What AI money are we even talking about? AI is burning capital hoping to capture a market that will never be profitable because the service is not worth the electricity is costs.

[–] pelespirit@sh.itjust.works 1 points 3 hours ago (1 children)

I didn't include the entire conversation, but the AI was convinced (not saying it's true) that the money is going to be made in the business to business arena. That they will sell the transcribing and other redundant things to them. It will be in all of the low risk areas.

That might be what they're telling the people who are asking, but I bet they're selling it as for all areas, and to get your data this way and sell it to other companies. There's money to be had. Is it enough? Probably not. It will definitely screw us over in the meantime.

Dotcom burst 2.0 already under way.

[–] schipelblorp@sh.itjust.works 1 points 3 hours ago (1 children)

I guess I don't understand why we are talking about a chat with an LLM. What value does it have?

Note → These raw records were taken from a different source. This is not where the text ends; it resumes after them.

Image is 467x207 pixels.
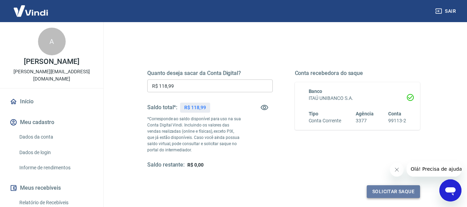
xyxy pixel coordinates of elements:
p: [PERSON_NAME][EMAIL_ADDRESS][DOMAIN_NAME] [6,68,98,83]
h6: 3377 [355,117,373,124]
div: A [38,28,66,55]
span: Tipo [308,111,318,116]
h6: Conta Corrente [308,117,341,124]
span: Agência [355,111,373,116]
span: R$ 0,00 [187,162,203,168]
a: Dados da conta [17,130,95,144]
span: Conta [388,111,401,116]
button: Sair [433,5,458,18]
a: Início [8,94,95,109]
iframe: Mensagem da empresa [406,161,461,176]
p: *Corresponde ao saldo disponível para uso na sua Conta Digital Vindi. Incluindo os valores das ve... [147,116,241,153]
button: Solicitar saque [366,185,420,198]
a: Dados de login [17,145,95,160]
h6: ITAÚ UNIBANCO S.A. [308,95,406,102]
img: Vindi [8,0,53,21]
iframe: Fechar mensagem [390,163,403,176]
iframe: Botão para abrir a janela de mensagens [439,179,461,201]
h5: Quanto deseja sacar da Conta Digital? [147,70,273,77]
h5: Conta recebedora do saque [295,70,420,77]
a: Informe de rendimentos [17,161,95,175]
p: R$ 118,99 [184,104,206,111]
h6: 99113-2 [388,117,406,124]
p: [PERSON_NAME] [24,58,79,65]
span: Banco [308,88,322,94]
h5: Saldo total*: [147,104,177,111]
button: Meu cadastro [8,115,95,130]
button: Meus recebíveis [8,180,95,195]
span: Olá! Precisa de ajuda? [4,5,58,10]
h5: Saldo restante: [147,161,184,169]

I think we'll be lucky if it's dotcom 2.0. I think it's going to be more 1929 Re-imagined.

[–] pelespirit@sh.itjust.works 1 points 2 hours ago

I guess I don’t understand why we are talking about a chat with an LLM. What value does it have?

Because I thought it had some great ideas to put some guardrails up after trump leaves office. We should be working towards these things in the meantime as well. The sources the llm attached had court cases that are currently working towards these things. It conglomerated all of the AI resistance.

I know AI can be shit, but it seemed to verify its sources and was spot on in this one. I was just asking how much it cost google to run AI and then we went down this thread. I find it interesting, but feel free to downvote if you don't.